Ben, I'm afraid that when I answered your post it was already buried under
tons of other post. I'm sorry, these are the consequences of living in
Europe...:->
Anyway, thanks for your detailed answer, I hope to get more detailed
specifications (CPU, memory,...) asap, but by now I have only said the
following:

I'm afraid I have no idea what happened but I'm think that it wasn't a
problem with CPU unless summarization is a very intensive cpu process(I
don't know if it is).
We have a hub-and-spoke topology. Four 7500 (2 7513 and 2 7507) for
full-meshed backbone (ATM)and over 230 sites (2500 an 2600 mainly), and we
have implemented redundancy using dialers and ISDN connections (and yes, we
have conected each router to two different hub routers). In one of the 7513
we have over 100 dialers and 90 serial WANs connections, I have tried the
summarization again with only two routers and by now, I haven't experimented
any problem.
As you can guess, our network is growing more and more and I'm worried about
routing tables with a lot of entries (we're using network 172.x.x.x for
serial interfaces and 10.x.x.x for ethernet interfaces)
I tried to summarize on networks 10.x.x.x and 172.x.x.x using the following
commands
ip summary-address eigrp 1 10.0.0.0 255.0.0.0 
ip summary-address eigrp 1 172.0.0.0 255.0.0.0 
Today, I have talked with my boss and we've decided to try the summarization
again but we're going to use the 0.0.0.0 network instead the other two (I'll
try to check my RSP in-depth this time)
Anyway, we're not experts in Cisco so I thought that we could reduce routing
tables using summary address and make easier the administration and
troubleshooting (perhaps it isn't a good idea). Unfortunatly, we work in a
helth-care enviroment, and we have to make sure before doing anything in
backbone routers.
I hope you read this post, I live in Europe and every time I have to reply a
post I have hundreds before me. Anyway, I'll keep you and this wonderful
group informed.

David 


I've done it with about 100 interfaces on 7513's and didn't see this 
problem. It may be a limitation of the code on the box, memory (as you 
indicated), or something else. Have you been able to rule-out as many 
"something elses" as possible? 

What does the network topology look like? Do you have redundancy in place - 
e.g. spoke routers connected to two different hub routers? Are you getting 
a lot of SIAs? Routes flapping, etc.? How's the CPU on your RSP's looking? 
Free memory? Buffer misses? 

There's a common view that EIGRP works fine and can scale infinitely big 
without going through all of the steps that you'd have to go through for a 
large-scale OSPF installation. 
Obviously, this thought is very wrong. 

I'm guessing that you need to do manual summarization on 200 interfaces per 
box is because you don't have clearly-defined summarization points in the 
network - that's the situation I was in when I had to do it on ~100 
interfaces. For good or ill, EIGRP will work with a bad network design (I'm 
speaking from an ideal perspective - please don't be offended, we all have 
to things at one time or another that are considered "bad") up until a 
point. Beyond that point, it gets really ugly - quickly. 

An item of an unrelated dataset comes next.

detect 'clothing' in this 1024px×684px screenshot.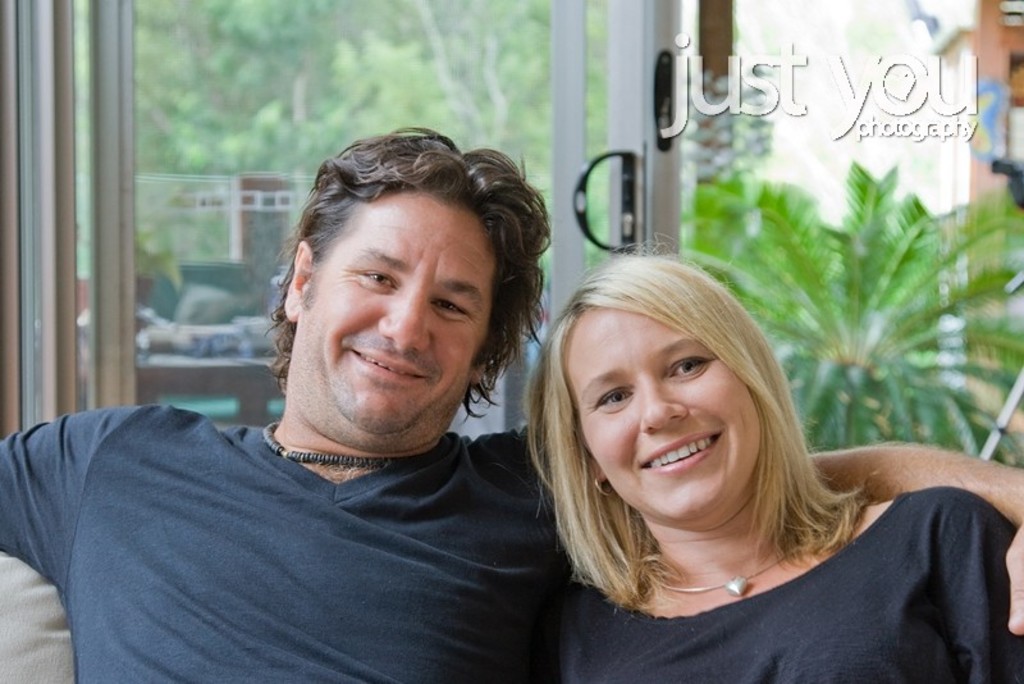
Detection: 6:348:621:675.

In the network I was working on we had 140 sites connected without problems. 
We started adding more offices and by the time we hit 170 the network was 
totally unstable. After several weeks of P1/CAP cases we met with the guys 
who write the code and found out what we were doing wrong - they have since 
published several CiscoPress books on EIGRP; none existed four years ago :) 

You can "band-aid" a broken network by using a lot of the EIGRP features 
(manual summarization, distribute-lists, etc.). In my case that's exactly 
what we did, unfortunately, I was not given the opportunity to correct the 
mistakes that required the band-aids. I have since moved on to new 
challenges but that network is still in the same state - four years later. 

Anyhow, if you can offer more specifics, I'm sure those of us on the list 
would be happy to comment and offer suggestions. I think that if we can 
solve the reason you need to manually summarize on 200 interfaces you'll be 
better off down the road. 

Ben 

-----Original Message----- 
From: [EMAIL PROTECTED] [mailto:[EMAIL PROTECTED]] 
Sent: Sunday, January 13, 2002 5:02 AM 
To: [EMAIL PROTECTED] 
Subject: Summarization [7:31766] 


Hello folks, 
I'm working in a EIGRP enviroment, and I have some questions for you: 

Has anyone tried to do a manual route sumarization per interface with more 
or less 200 interfaces in a 7500? 
I've tried but I'm having a few problems, the summary routes aren't 
advertised sufficiently fast to the routers in branch offices. 
The summary routes are sometimes marked as "possibly down" in the routers of 
branch offices, sometimes are up and sometimes are down. 

Do you know any relationship between memory or cpu (or whatever) of the 7500 
and number of interfaces in which you can perform manual summarization?